Bomb Kills 23 Near Iraq Mosque

Author: 
Reuters
Publication Date: 
Thu, 2005-11-03 03:00

KERBALA, 3 November 2005 — A car bomb outside a Shiite mosque in central Iraq killed at least 23 people and wounded 46 yesterday, in an apparent sectarian attack.

Earlier several roadside bombs and shootings killed at least a dozen people, mostly in Baghdad, and a US Marine helicopter came down in Ramadi, killing both crewmembers. US forces launched an airstrike near the crash site and a local doctor said there were dozens of casualties.

With six weeks to go before parliamentary elections that Washington hopes will set Iraq on the path to stability, the Iraqi government issued an appeal to former junior officers in Saddam Hussein’s military to return to the colors two years after they were fired by the US occupiers.

The car bomb in the mainly Shiite town of Musayyib, south of Baghdad, came as people were preparing for the three-day Eid holiday marking the end of Ramadan. Eid should start today or tomorrow.

The Interior Ministry said 23 people had been killed in the attack, which used a remotely detonated car bomb. Musayyib has been hit by several attacks, including one in July when a suicide bomber blew up a fuel truck, killing at least 98 people and wounding 75.

The town sits on a fault line between the Shiite and the Sunni communities in an area where Saddam resettled many of his supporters on rich farmland south of the capital.

US commanders have warned of a rise in bloodshed in the run-up to the Dec. 15 election. In a statement issued before the main annual Muslim holiday, Defense Minister Saadoun Dulaimi, one of the few Sunnis in the government, invited former officers with the ranks of major, captain and lieutenant to return to the army.

With the election looming, there may be a political as well as practical security motive behind the move. The loss of army pay has been a major source of discontent among Saddam’s fellow minority Sunni Arabs, who dominated the officer corps.

Senior officers, many of whom are regarded as having been too close to Saddam’s Baath party, were not invited back en masse, though some have returned to lead the new Iraqi military.

Within weeks of Saddam’s fall in April 2003, US administrator Paul Bremer disbanded at a stroke Iraq’s 400,000-strong armed forces and security agencies. US officials said it simply formalized the fact that the army had evaporated in the aftermath of the war.

But the violence continued to claim lives yesterday: Two separate roadside bombs in Baghdad killed five Iraqi soldiers and five civilians; a policeman was shot elsewhere in Baghdad and another soldier killed by a bomb in Fallujah.

Two US Marines were killed when their Super Cobra helicopter crashed in the area of Ramadi west of Baghdad, the military said. The cause of the crash was under investigation but witnesses reported it had come under fire from the ground.

In pre-dawn airstrikes yesterday, the military said US-led coalition air forces had bombed three Al-Qaeda safe houses in the area of Qusayba, and at least six insurgents had been reported killed.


What needs to be done
Set down exactly the lines that run from the one containing "This screenshot has height=397, width=863." to the end of the material below, both included, without pictures.

Given records
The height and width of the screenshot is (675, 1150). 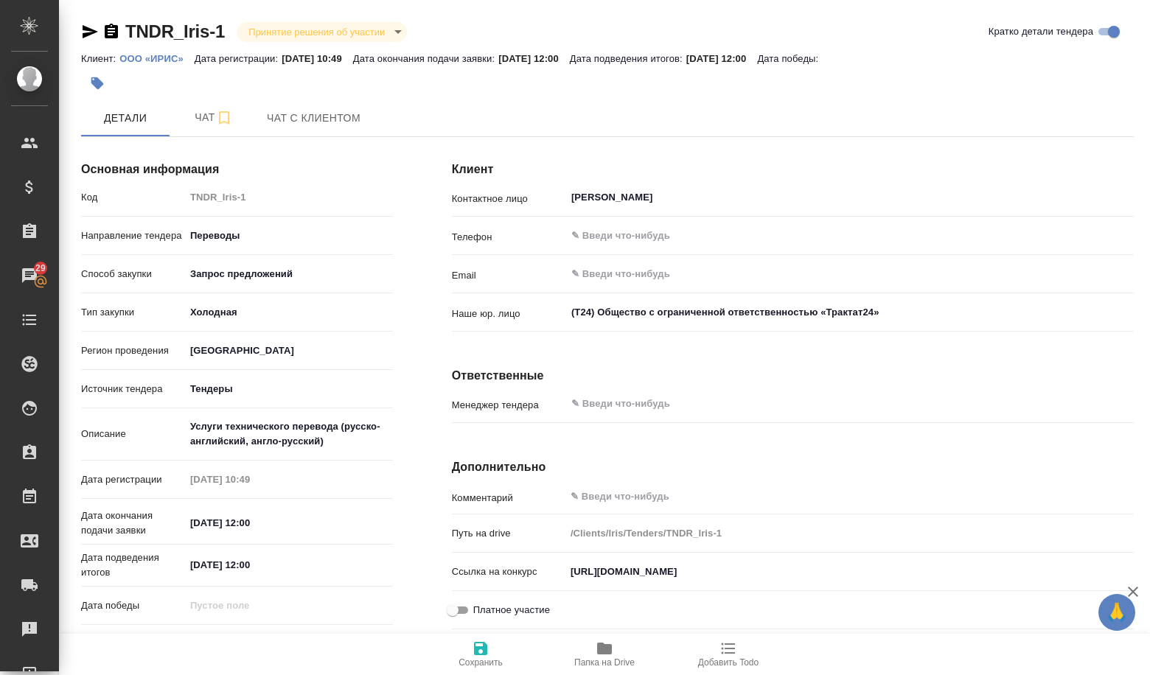 I want to click on div: Переводы, so click(x=289, y=236).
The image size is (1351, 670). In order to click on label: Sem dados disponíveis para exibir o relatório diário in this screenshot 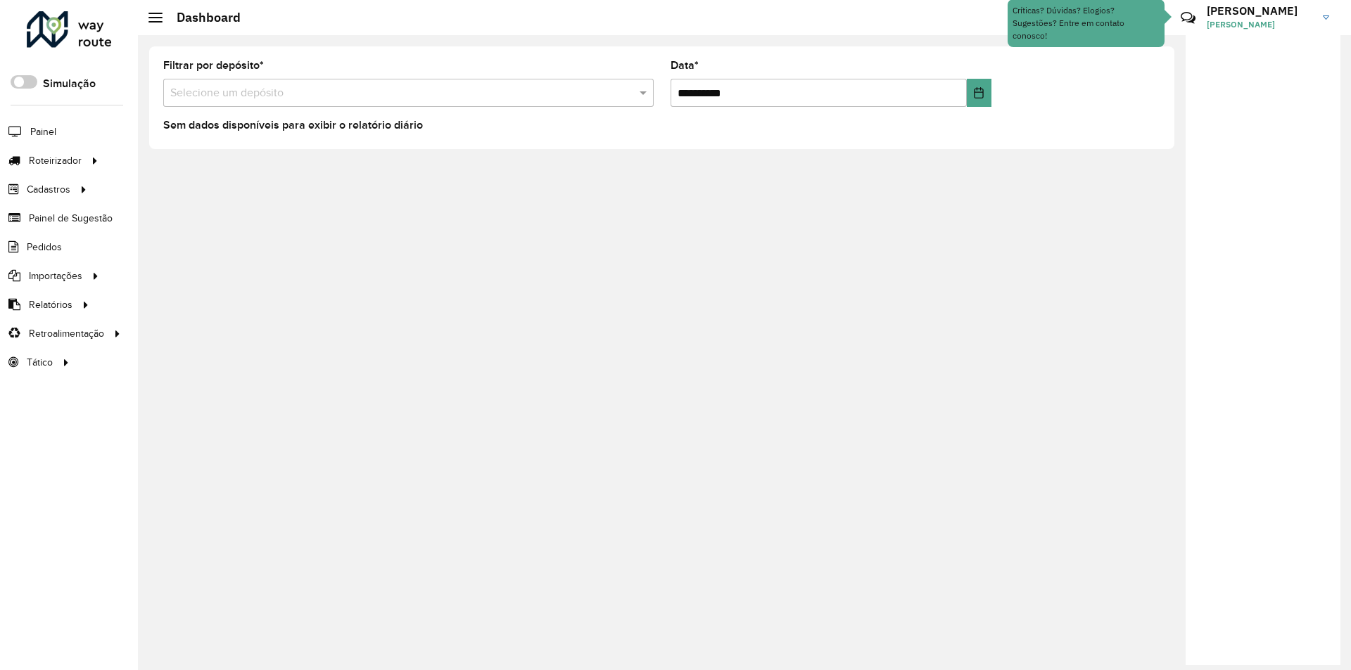, I will do `click(293, 125)`.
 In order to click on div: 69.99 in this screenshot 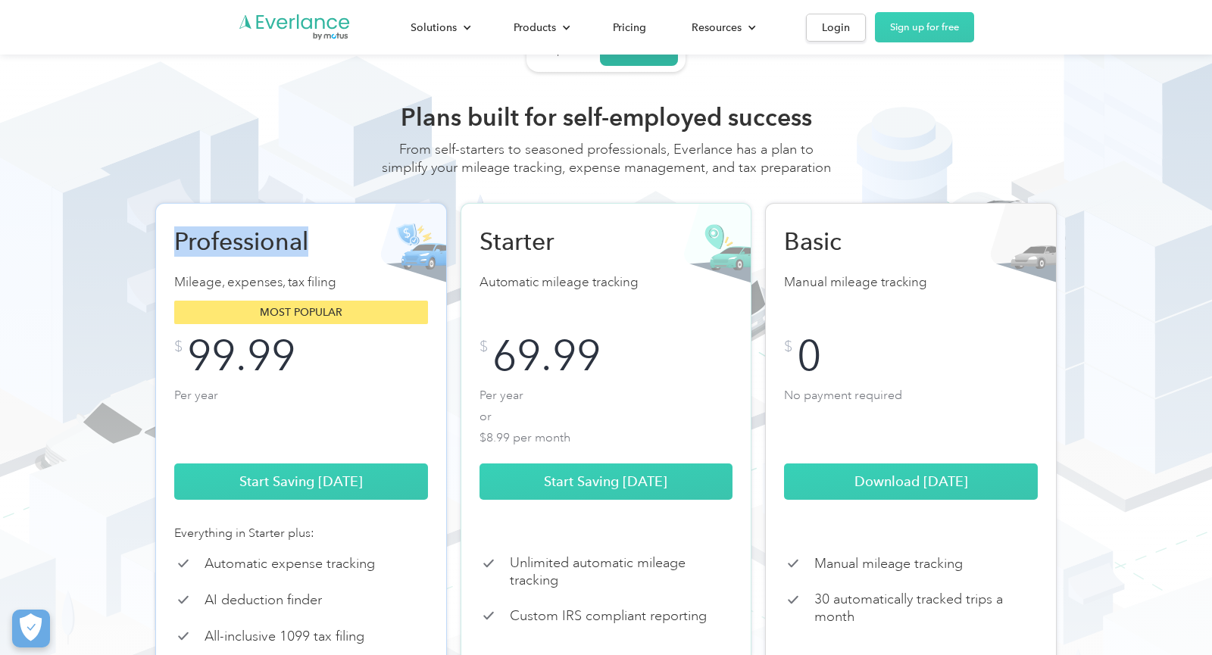, I will do `click(546, 356)`.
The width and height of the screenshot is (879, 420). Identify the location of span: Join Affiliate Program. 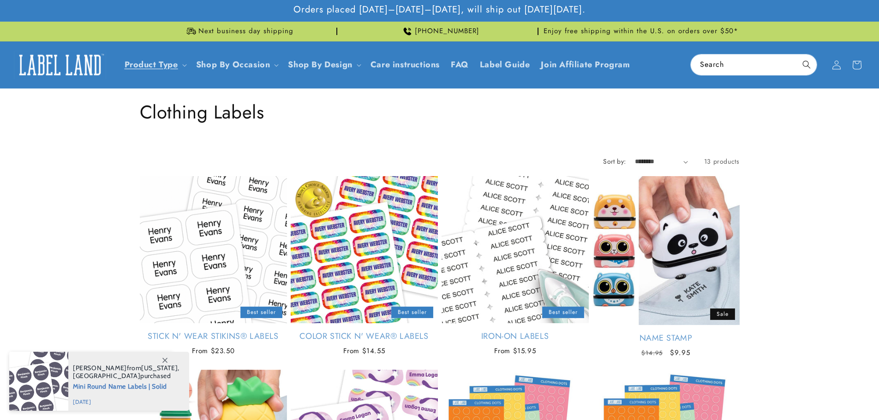
(585, 65).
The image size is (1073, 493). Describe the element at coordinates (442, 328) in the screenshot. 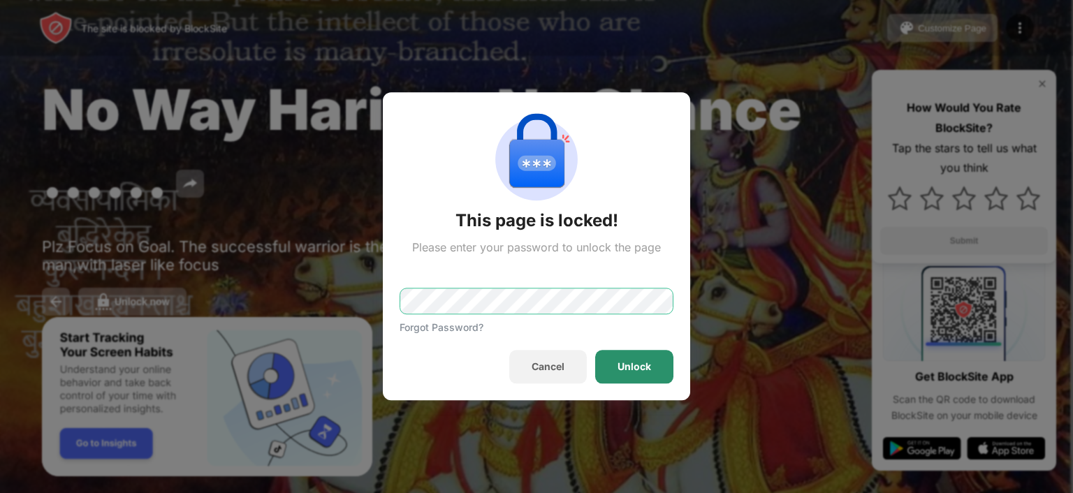

I see `div: Forgot Password?` at that location.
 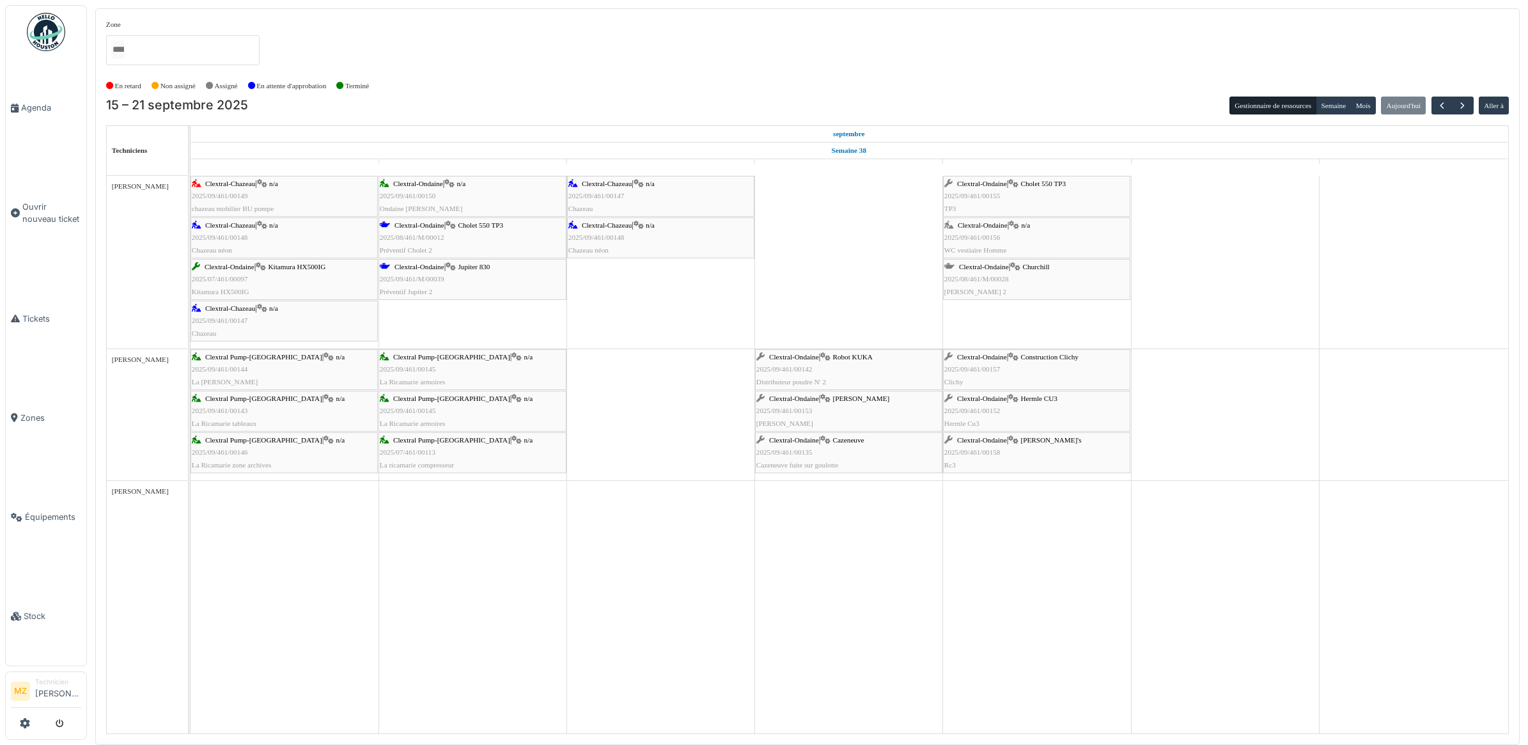 What do you see at coordinates (20, 691) in the screenshot?
I see `li: MZ` at bounding box center [20, 691].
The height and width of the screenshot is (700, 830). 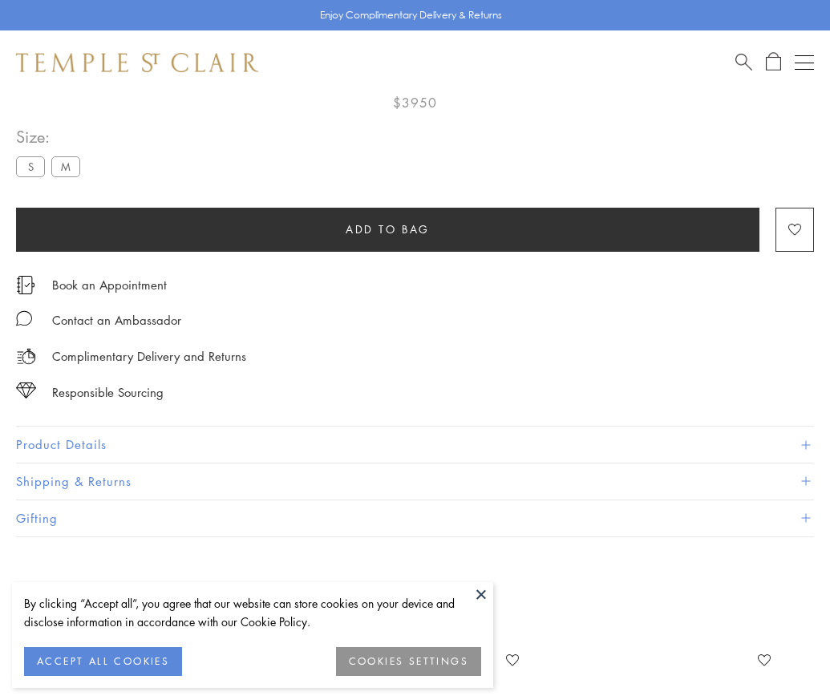 What do you see at coordinates (107, 392) in the screenshot?
I see `div: Responsible Sourcing` at bounding box center [107, 392].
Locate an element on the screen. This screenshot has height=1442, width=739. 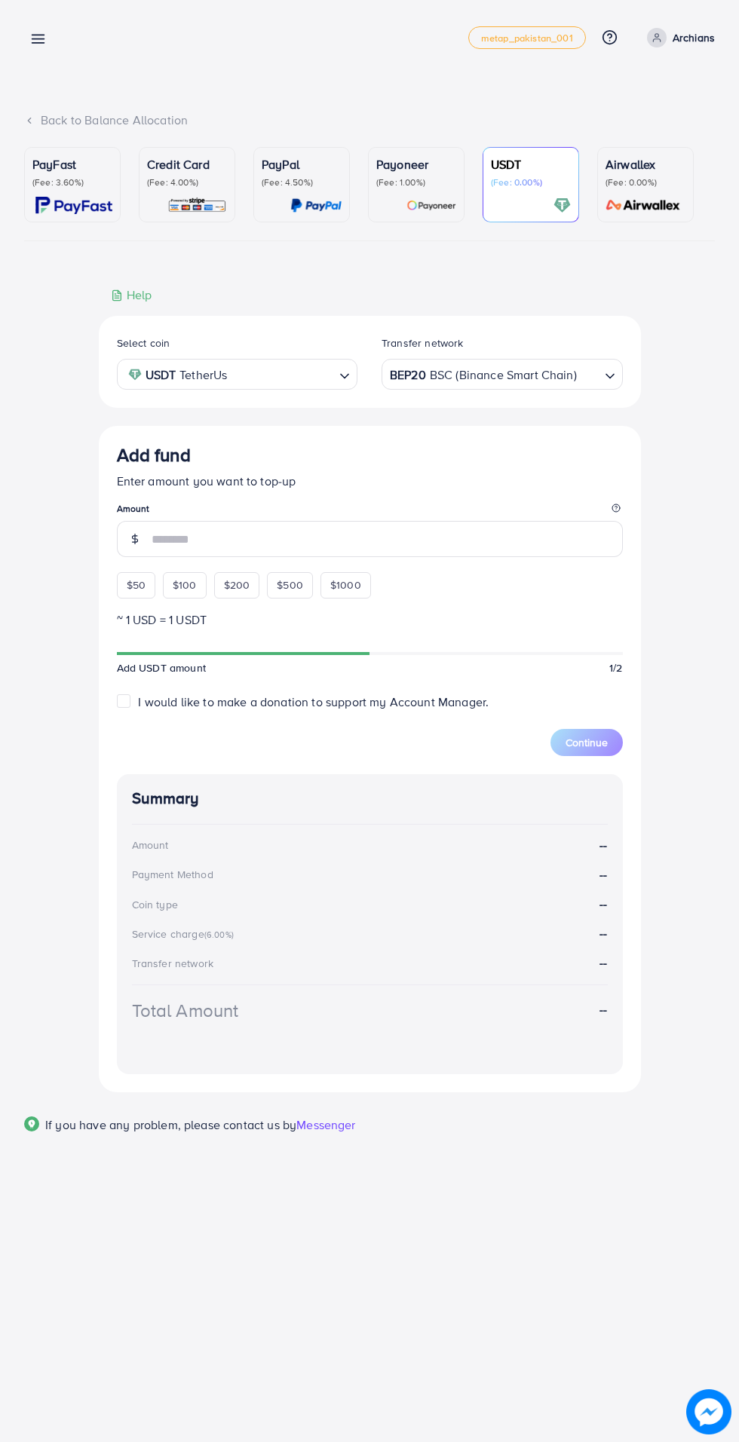
button: Continue is located at coordinates (587, 743).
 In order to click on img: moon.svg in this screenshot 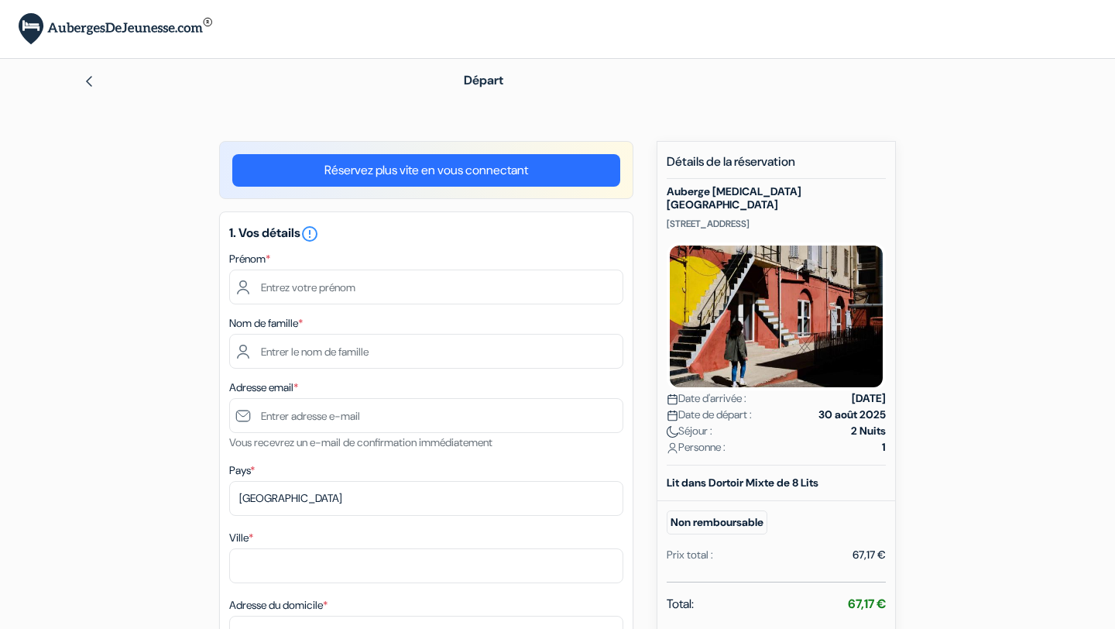, I will do `click(672, 431)`.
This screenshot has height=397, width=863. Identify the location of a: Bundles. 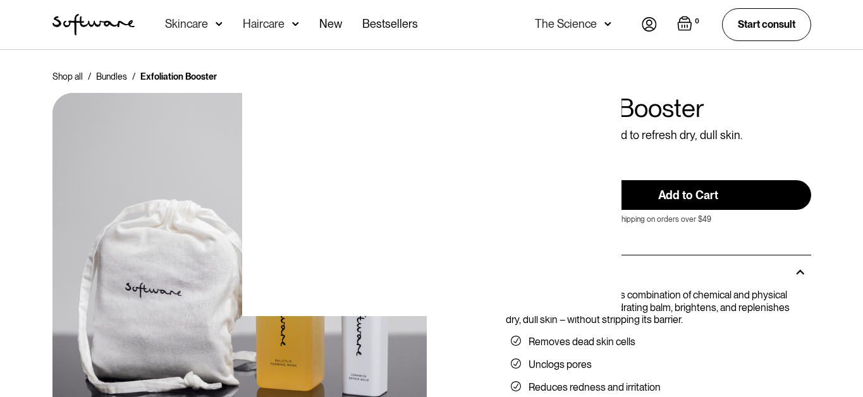
(111, 76).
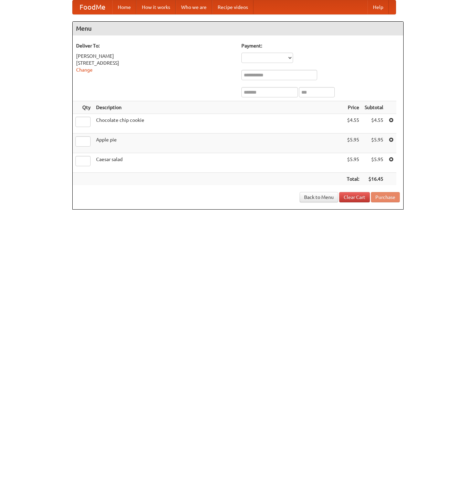  What do you see at coordinates (219, 143) in the screenshot?
I see `td: Apple pie` at bounding box center [219, 143].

Response
This screenshot has height=397, width=863. Identify the location of a: Bundles. 
(111, 76).
  What do you see at coordinates (219, 143) in the screenshot?
I see `td: Apple pie` at bounding box center [219, 143].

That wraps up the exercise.